The next group I’d like to acknowledge are the brain scientists. In the winter of 2008 I was invited to join a research study at Beth Israel Deaconess Medical Center, which is a teaching and research hospital of the Harvard Medical School. I didn’t have any previous experience with medical research, but I believed in the lab’s director, Alvaro Pascual-Leone, M.D., Ph.D. Alvaro is the director of the Berenson-Allen Center for Noninvasive Brain Stimulation (online at
www.TMSlab.org
) and one of the premier neuroscientists in the world.

He recruited me into his autism studies, where we used TMS (Transcranial Magnetic Stimulation)—focusing high-power magnetic fields into the brain—to induce tiny electrical currents in my neurons, thereby altering the very way I think. Thanks to that work, I gained insight into the
inner workings of my mind that few ever know. It’s almost as if I had always been blind, and suddenly the scientists flipped a switch and I could see. From that moment, the world was different for me. My own disability was not as severe as blindness, but the effect of lifting the curtain was, for me, one of the most powerful experiences I have known. Research in the TMS lab offers tremendous promise; Alvaro and his team of scientists are truly pushing the envelope of neuroscience. I’m proud to have made a small contribution to their work.

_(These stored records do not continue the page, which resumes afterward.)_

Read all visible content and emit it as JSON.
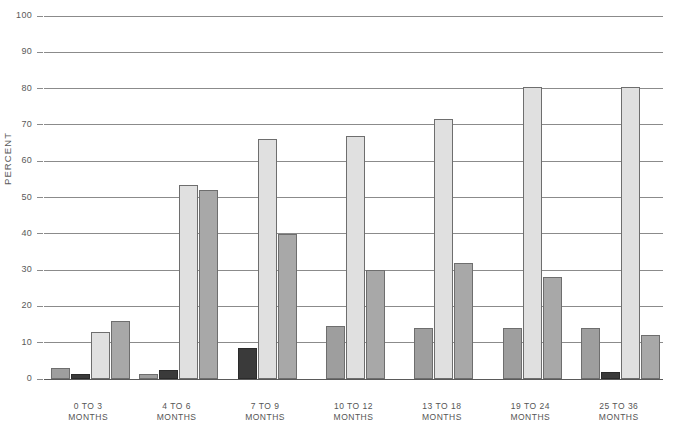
{
  "chart_data": {
    "type": "bar",
    "title": "",
    "xlabel": "",
    "ylabel": "PERCENT",
    "ylim": [
      0,
      100
    ],
    "yticks": [
      0,
      10,
      20,
      30,
      40,
      50,
      60,
      70,
      80,
      90,
      100
    ],
    "grid": true,
    "legend": "none",
    "categories": [
      "0 TO 3\nMONTHS",
      "4 TO 6\nMONTHS",
      "7 TO 9\nMONTHS",
      "10 TO 12\nMONTHS",
      "13 TO 18\nMONTHS",
      "19 TO 24\nMONTHS",
      "25 TO 36\nMONTHS"
    ],
    "groups": [
      {
        "label": "0 TO 3\nMONTHS",
        "bars": [
          {
            "value": 3.0,
            "shade": "s1"
          },
          {
            "value": 1.5,
            "shade": "s2"
          },
          {
            "value": 13.0,
            "shade": "s3"
          },
          {
            "value": 16.0,
            "shade": "s4"
          }
        ]
      },
      {
        "label": "4 TO 6\nMONTHS",
        "bars": [
          {
            "value": 1.5,
            "shade": "s1"
          },
          {
            "value": 2.5,
            "shade": "s2"
          },
          {
            "value": 53.5,
            "shade": "s3"
          },
          {
            "value": 52.0,
            "shade": "s4"
          }
        ]
      },
      {
        "label": "7 TO 9\nMONTHS",
        "bars": [
          {
            "value": 8.5,
            "shade": "s2"
          },
          {
            "value": 66.0,
            "shade": "s3"
          },
          {
            "value": 40.0,
            "shade": "s4"
          }
        ]
      },
      {
        "label": "10 TO 12\nMONTHS",
        "bars": [
          {
            "value": 14.5,
            "shade": "s1"
          },
          {
            "value": 67.0,
            "shade": "s3"
          },
          {
            "value": 30.0,
            "shade": "s4"
          }
        ]
      },
      {
        "label": "13 TO 18\nMONTHS",
        "bars": [
          {
            "value": 14.0,
            "shade": "s1"
          },
          {
            "value": 71.5,
            "shade": "s3"
          },
          {
            "value": 32.0,
            "shade": "s4"
          }
        ]
      },
      {
        "label": "19 TO 24\nMONTHS",
        "bars": [
          {
            "value": 14.0,
            "shade": "s1"
          },
          {
            "value": 80.5,
            "shade": "s3"
          },
          {
            "value": 28.0,
            "shade": "s4"
          }
        ]
      },
      {
        "label": "25 TO 36\nMONTHS",
        "bars": [
          {
            "value": 14.0,
            "shade": "s1"
          },
          {
            "value": 2.0,
            "shade": "s2"
          },
          {
            "value": 80.5,
            "shade": "s3"
          },
          {
            "value": 12.0,
            "shade": "s4"
          }
        ]
      }
    ]
  },
  "axis": {
    "y_title": "PERCENT",
    "y_tick_labels": [
      "0",
      "10",
      "20",
      "30",
      "40",
      "50",
      "60",
      "70",
      "80",
      "90",
      "100"
    ]
  },
  "colors": {
    "grid": "#8b8b8b",
    "bar_light": "#e0e0e0",
    "bar_medium": "#a8a8a8",
    "bar_dark": "#3a3a3a",
    "bar_outline": "#6e6e6e",
    "text": "#595959",
    "background": "#ffffff"
  }
}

Alvaro has provided advice and counsel, and insight into the workings of the brain that probably aren’t available anywhere else. I’ve also been assisted by three of his brilliant staff, Dr. Lindsay Oberman, Dr. Ilaria Minio Paluello, and Dr. Shirley Fecteau. Together, they have introduced me to the wonders of neuroscience. It was they who explored the workings of mirror neurons with me, and I participated in some of their studies to unravel the secrets of brain plasticity. Thanks to them, I was able to experience personally the results I wrote about in the chapters on brain plasticity. More recently, my son, Jack, his girlfriend, Kirsten, and Alex also joined the TMS studies. The experiences I have had and observed in the TMS lab have influenced me as much as almost anything in my life.

Next I’d like to thank Monica Adler Werner, Bonnie Beers, Lisa Greenman, and the faculty of the Ivymount School in Rockville, Maryland, for their invaluable feedback about this book. They read early versions of the manuscript
and gave me an educator’s perspective on my story, something I didn’t have before. In addition, they have provided one of the teaching guides that accompany
Be Different
(available on the Random House Academic website and at
www.johnrobison.com
).

John Barone and the staff and students at the Monarch School of Houston also made a big contribution to this work by exposing me to their thoughts and ideas. Monarch was one of the first schools to adopt
Look Me in the Eye
, and one of the first schools to ask me to speak to its students. From that beginning Monarch developed an excellent Leader’s Guide for
Look Me in the Eye
, and I hope the school does the same for this book. Monarch’s greatest gift to me is probably the student perspective. Much of the Leader’s Guide was actually developed in conjunction with the students themselves; doing so was a remarkable experience.

I’d also like to thank the moms and teens who read this manuscript and offered suggestions. They read my stories, told me which ones were funny and which weren’t, and offered their own ideas as to what the stories really showed. Some moms subjected my stories to actual kid testing, with their own children as readers. The book could not have reached its final form without them.